The exhibitions and screenings are both FREE!  Come early; space is limited and there was a very full house last week.

Mark your calendar

Look for Streetfilms in Baltimore with special guest Clarence Eckerson Jr. at the Metro Gallery on January 5 at 5:30 p.m. Streetfilms produces videos that show how cities around the world are reclaiming their streets for pedestrians, cyclists, and transit riders.

The Poe-tential for an Art-Full Life in Charm City

Posted by Doreen on Friday, November 20th, 2009

The edgy Single Carrot Theater presented Poe Project at the Load of Fun on North Avenue.

Those of us who live here may have forgotten just how incredible Baltimore is—not only for low-cost living—but for living well. High-quality arts experiences can be at the center of our plans any and every day.  This year, the 200th anniversary of Edgar Allan Poe’s birth has inspired a remarkable collage of free arts events.

Poe Project 3As a Poe devotee, Halloween weekend was truly a high point. The edgy Single Carrot Theater presented Poe Project at the Load of Fun on North Avenue. The Carrots welcomed 35 of us to their theater and then had us walk around the corner and through a graffiti-ed alley to their more intimate rehearsal space.  There, we were invited to participate in an evocative performance of Poe-ms, written by Genevieve de Mahy using words from Poe’s cannon. De Mahy’s Poe Project captured the emotional depth of this eerie writer’s personal challenges and tragedies—taking us from the sensuous to the desperate.

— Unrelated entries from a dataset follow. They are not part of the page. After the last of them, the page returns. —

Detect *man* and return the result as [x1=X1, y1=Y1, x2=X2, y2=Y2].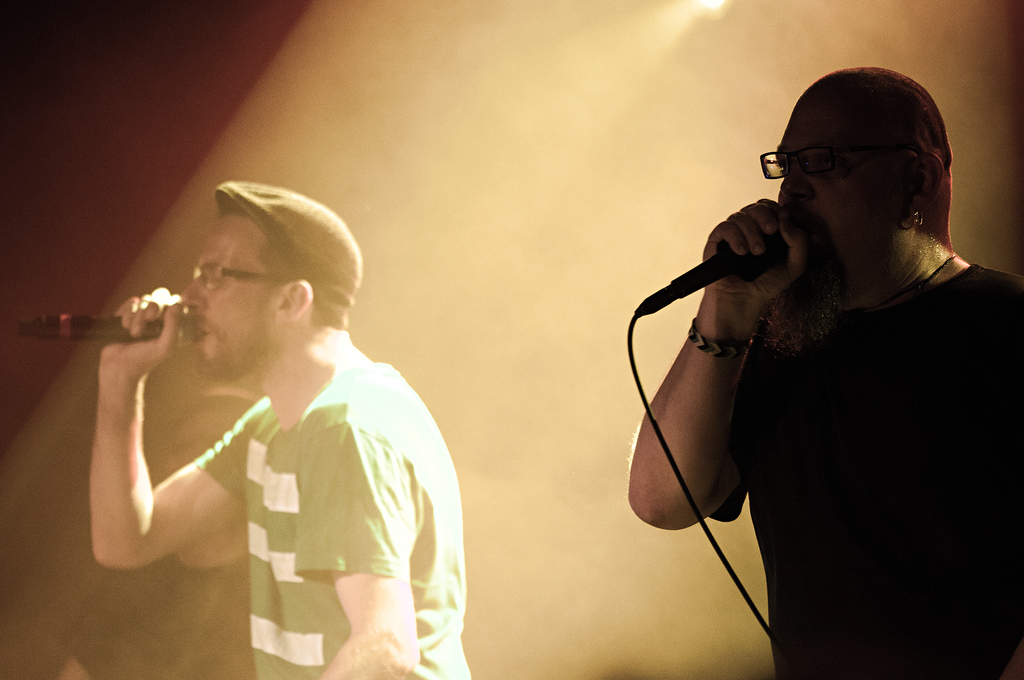
[x1=604, y1=37, x2=1023, y2=644].
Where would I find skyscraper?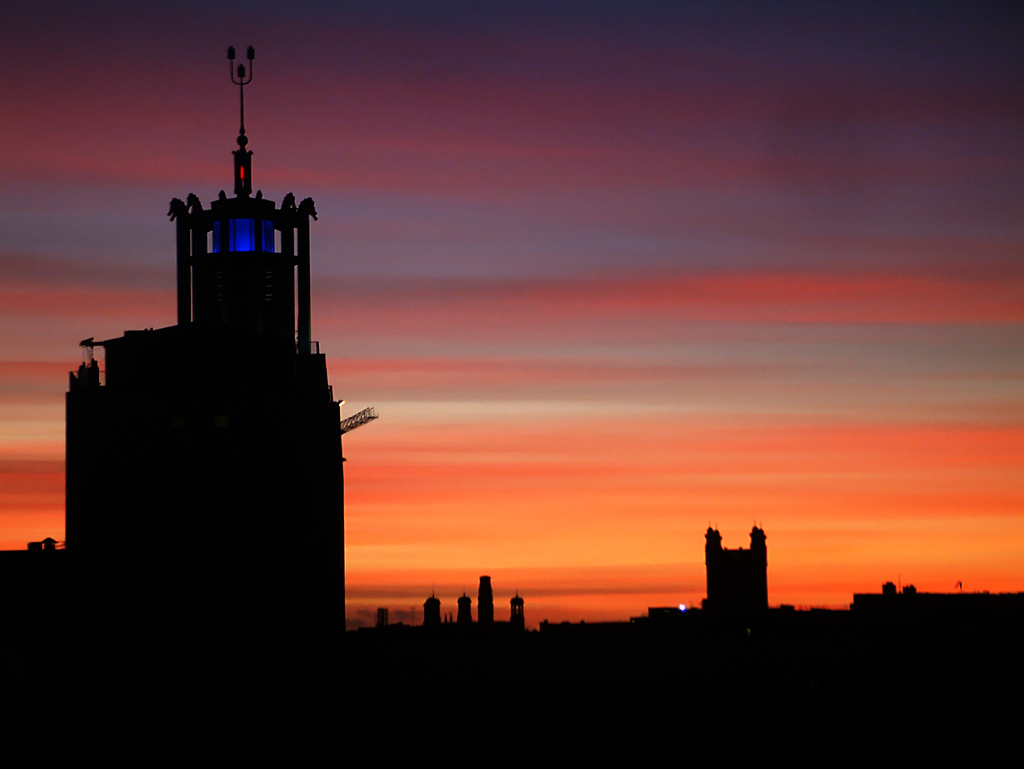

“Art & Addiction” was the topic at the BMA on Sunday, when Art on Purpose took great art and made it poignantly relevant for all of us. The event was based on a theme from the Poe exhibition I curated at the Museum—Edgar Allan Poe: A Baltimore Icon, which features works by Édouard Manet, Paul Gauguin, and Henri Matisse (all huge Poe fans!).

Art on Purpose built on the recollections of the unbalanced narrator of Poe’s short story “The Black Cat”, who exclaimed “for what disease is like alcohol?” A scientist, a poet, an installation artist, and a musician revealed the toll addiction has taken on our community.  Clarence Brown, a writer and ex-bouncer in recovery, read poems so powerful that I found myself holding my breath until his final words. We cheered for his victory!

More free Poe and Art-Full Life weeks are ahead.

Nevermore 2009 chronicles Baltimore’s response to Poe’s bicentennial. Let me know how you are celebrating Poe’s 200th birthday—and the Art-Full Life in Charm City!